Protect Harpers Ferry!

Your Help Needed to Save Threatened Landscape; Our Civil War, Civil Rights, and Natural Heritage

A proposed 188-unit housing development adjacent to Harpers Ferry National Historic Park, including a 130-foot water tower visible throughout the area, threatens this historic landscape. The proposed "Murphy’s Landing" has applied for a Clean Water Act National Pollutant Discharge Elimination System (NPDES) permit.

The West Virginia Office of Water Resources expects to post the permit application for public comment in April, with a public hearing in May. If WV grants the NPDES permit and "Murphy’s Landing" were to be built, treated sewage would empty into the Shenandoah River directly upstream of the park.

The 100-acre Murphy Farm is among some 600 unprotected acres known as "School House Ridge," identified by the National Park Service as critical to preserve the historic and scenic integrity of Harpers Ferry. In addition to its rich Civil War history, Murphy Farm is a site sacred in America’s civil rights history because John Brown’s fort was relocated there in the early 20th Century after the railroad bought its original site.

The Civil War Preservation Trust (CWPT) named Harpers Ferry to its 2001 "10 Most Endangered Civil War Battlefields" list. The 2001 Interior Appropriations bill earmarked $2 million for acquisition from willing sellers of Civil War battlefield sites adjacent to the park, an amount less than that observers expect will be needed to protect School House Ridge.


The answer must be a single number: the count of lines in the records below that contain the word "experience".

──────

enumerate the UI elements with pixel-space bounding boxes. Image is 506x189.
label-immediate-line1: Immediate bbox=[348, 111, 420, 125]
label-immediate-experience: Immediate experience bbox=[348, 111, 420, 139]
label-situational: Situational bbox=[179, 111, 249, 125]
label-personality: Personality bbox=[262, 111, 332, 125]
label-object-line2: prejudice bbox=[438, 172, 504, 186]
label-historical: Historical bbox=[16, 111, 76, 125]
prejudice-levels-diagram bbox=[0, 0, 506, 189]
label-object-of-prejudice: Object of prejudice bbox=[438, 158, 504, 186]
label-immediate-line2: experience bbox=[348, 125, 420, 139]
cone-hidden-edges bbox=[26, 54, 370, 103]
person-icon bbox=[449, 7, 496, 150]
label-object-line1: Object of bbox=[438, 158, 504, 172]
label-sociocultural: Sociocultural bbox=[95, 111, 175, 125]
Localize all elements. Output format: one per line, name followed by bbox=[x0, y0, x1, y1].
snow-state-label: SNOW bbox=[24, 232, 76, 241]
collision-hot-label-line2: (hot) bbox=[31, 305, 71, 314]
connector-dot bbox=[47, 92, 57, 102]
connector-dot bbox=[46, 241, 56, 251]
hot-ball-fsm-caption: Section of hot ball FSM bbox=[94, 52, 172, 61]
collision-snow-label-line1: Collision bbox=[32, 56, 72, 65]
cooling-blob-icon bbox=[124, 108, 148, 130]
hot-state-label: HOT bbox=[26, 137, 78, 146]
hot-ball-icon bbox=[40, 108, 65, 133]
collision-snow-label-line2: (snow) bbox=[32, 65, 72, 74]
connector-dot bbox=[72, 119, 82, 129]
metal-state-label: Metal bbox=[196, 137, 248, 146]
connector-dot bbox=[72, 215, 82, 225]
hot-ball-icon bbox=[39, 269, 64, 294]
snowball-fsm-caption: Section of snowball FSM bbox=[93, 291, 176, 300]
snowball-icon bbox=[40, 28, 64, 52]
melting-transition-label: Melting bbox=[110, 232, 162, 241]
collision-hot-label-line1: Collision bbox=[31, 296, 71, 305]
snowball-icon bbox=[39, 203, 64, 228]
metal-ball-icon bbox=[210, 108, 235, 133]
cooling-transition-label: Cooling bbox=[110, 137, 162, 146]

──────

> Written solution:
2